Search engines

The "perfect" search engine

"The ideal search engine, in our view, should be able to take a natural language phrase and find the most relevant information without expecting users to master Boolean or other structured logic.

InfoSeek Guide was the best in our tests at understanding phrases and finding relevant information, largely because it combines a full-text index, a word stemmer, proximity searches, and case-sensitivity. Unfortunately, its database is too small to make it the only search tool you'll need.

The other hallmark of the perfect search engine would be to find every bit of information described by the query. Because of the extensiveness of its database (roughly 20 million pages), Alta Vista excels at finding obscure bits of information virtually anywhere on the Web…Unfortunately, when searching for anything more complex than a simple phrase, you'll need to construct your own Boolean statement and the quality of your results will be dependent on your skill at constucting queries. "

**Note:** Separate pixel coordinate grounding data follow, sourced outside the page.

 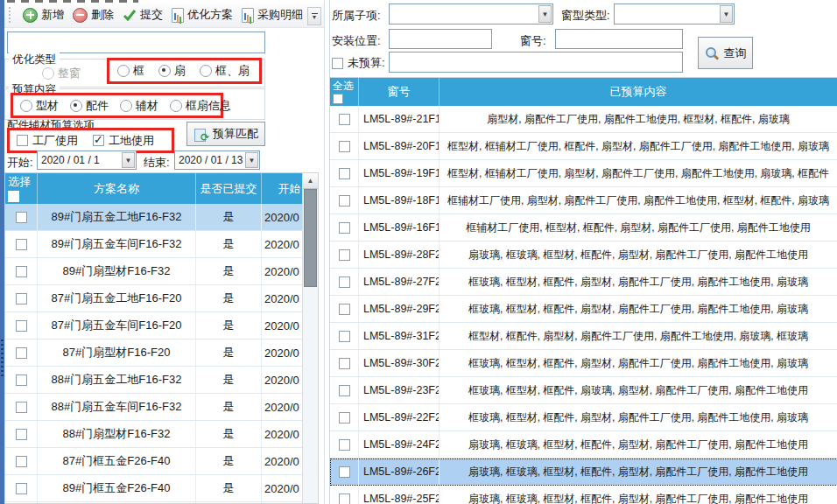 What do you see at coordinates (314, 16) in the screenshot?
I see `toolbar-overflow-button: ▾` at bounding box center [314, 16].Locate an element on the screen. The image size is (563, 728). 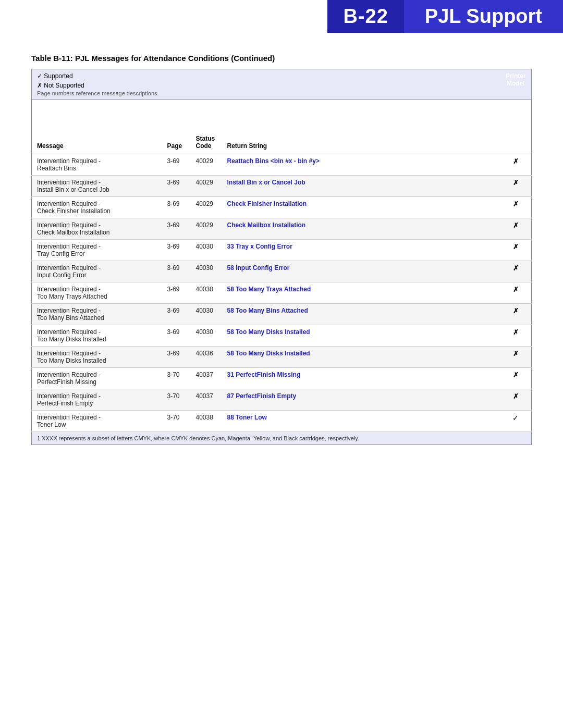
table-row: Intervention Required -PerfectFinish Mis… is located at coordinates (282, 378).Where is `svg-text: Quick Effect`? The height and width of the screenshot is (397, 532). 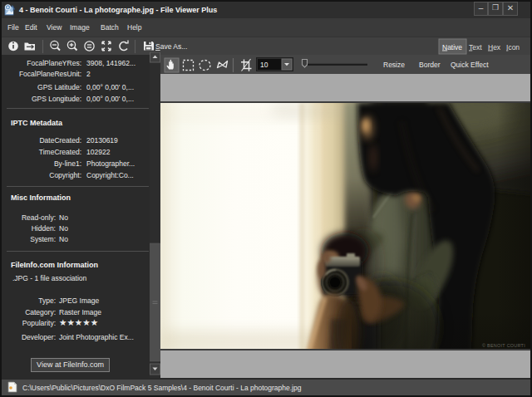
svg-text: Quick Effect is located at coordinates (470, 65).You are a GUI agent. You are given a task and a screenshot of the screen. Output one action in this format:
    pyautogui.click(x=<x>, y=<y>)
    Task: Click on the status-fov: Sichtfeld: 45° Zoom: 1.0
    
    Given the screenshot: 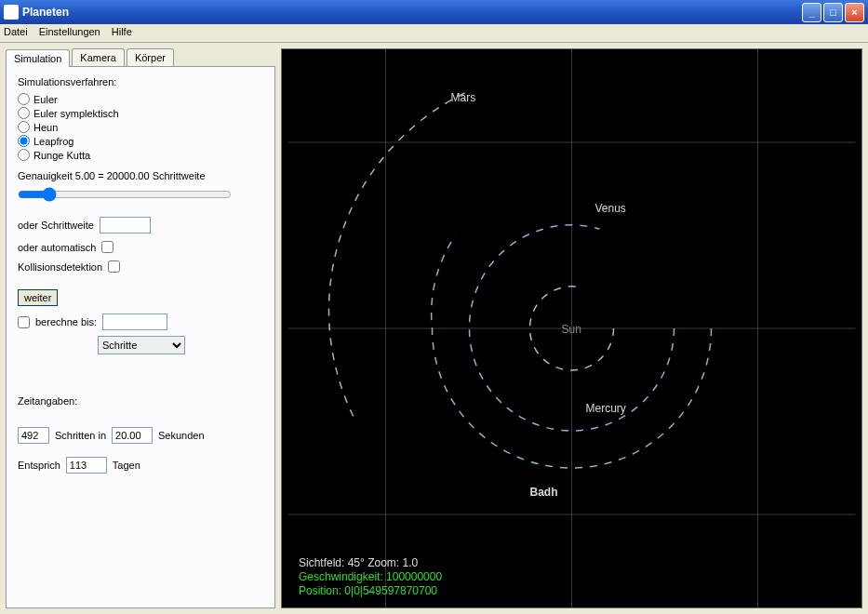 What is the action you would take?
    pyautogui.click(x=370, y=564)
    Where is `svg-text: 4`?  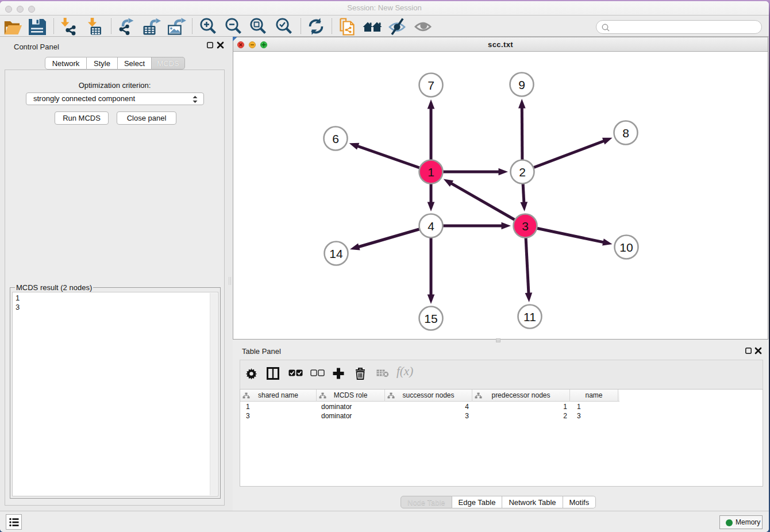
svg-text: 4 is located at coordinates (431, 226).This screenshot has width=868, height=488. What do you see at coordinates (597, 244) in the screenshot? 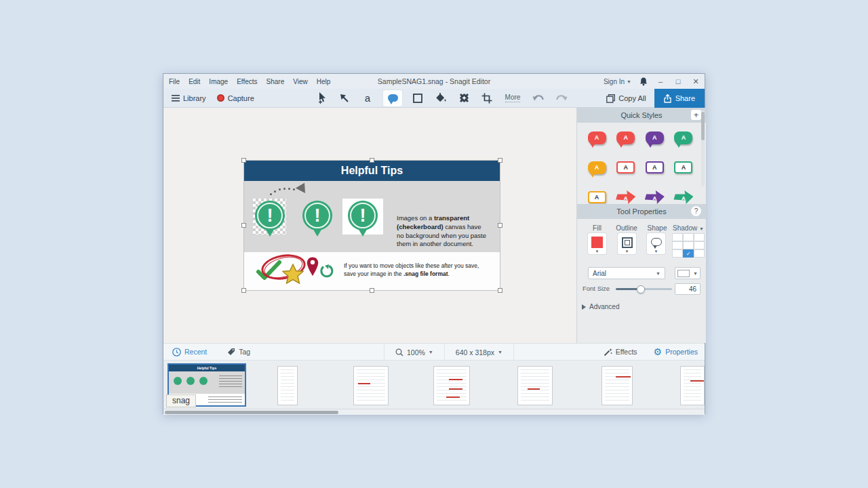
I see `fill-picker: ▼` at bounding box center [597, 244]. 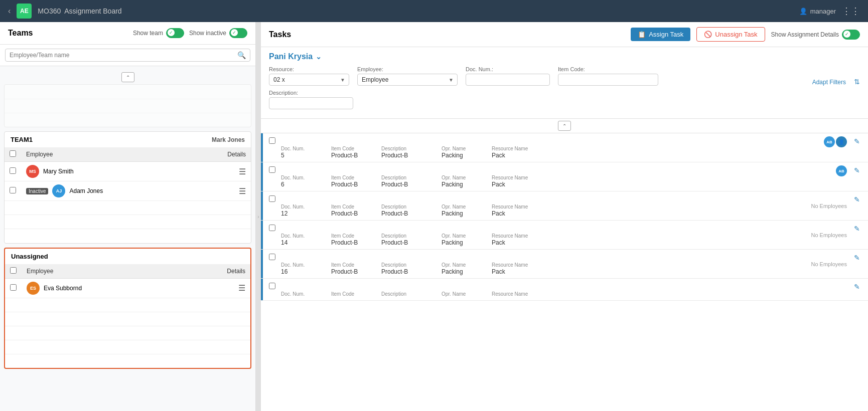 What do you see at coordinates (128, 77) in the screenshot?
I see `collapse-button-top: ⌃` at bounding box center [128, 77].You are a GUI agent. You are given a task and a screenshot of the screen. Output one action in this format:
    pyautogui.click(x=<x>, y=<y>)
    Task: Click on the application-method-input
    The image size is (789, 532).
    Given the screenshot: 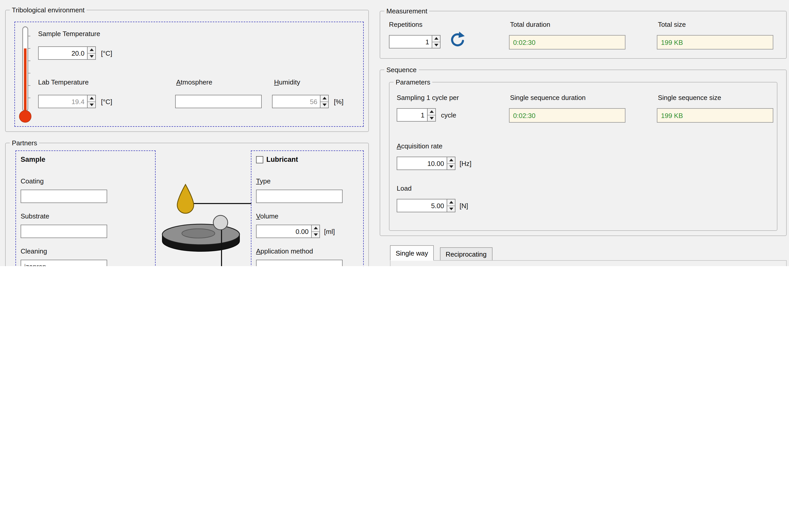 What is the action you would take?
    pyautogui.click(x=299, y=263)
    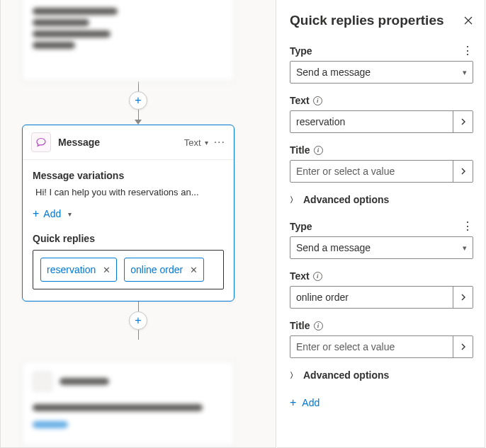  Describe the element at coordinates (157, 270) in the screenshot. I see `chip-label: online order` at that location.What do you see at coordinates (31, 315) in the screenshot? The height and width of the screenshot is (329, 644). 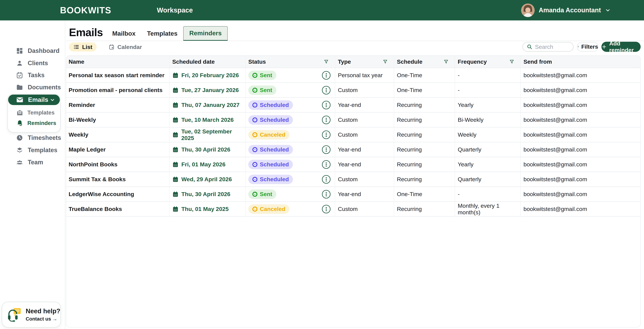 I see `help-widget: Need help? Contact us →` at bounding box center [31, 315].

Gus Venditto, "Search Engine Showdown", Internet World, May 1996
http://www.internetworld.com/print/monthly/1996/05/showdown.html

Options

Search engines (SE), in the broadest sense, require access to a frequently updated and indexed database. This means, basically, that you have to build something, which is what all the commercial SEs do for you—build a database with an index by constant crawling.

External to Suffragists Speak Web searchers

Suffragists Speak site-only searchers Multisite searchers can reach, for example, the seven major search engines, two super-directories, and the wide assortment of on-line encyclopedic databases.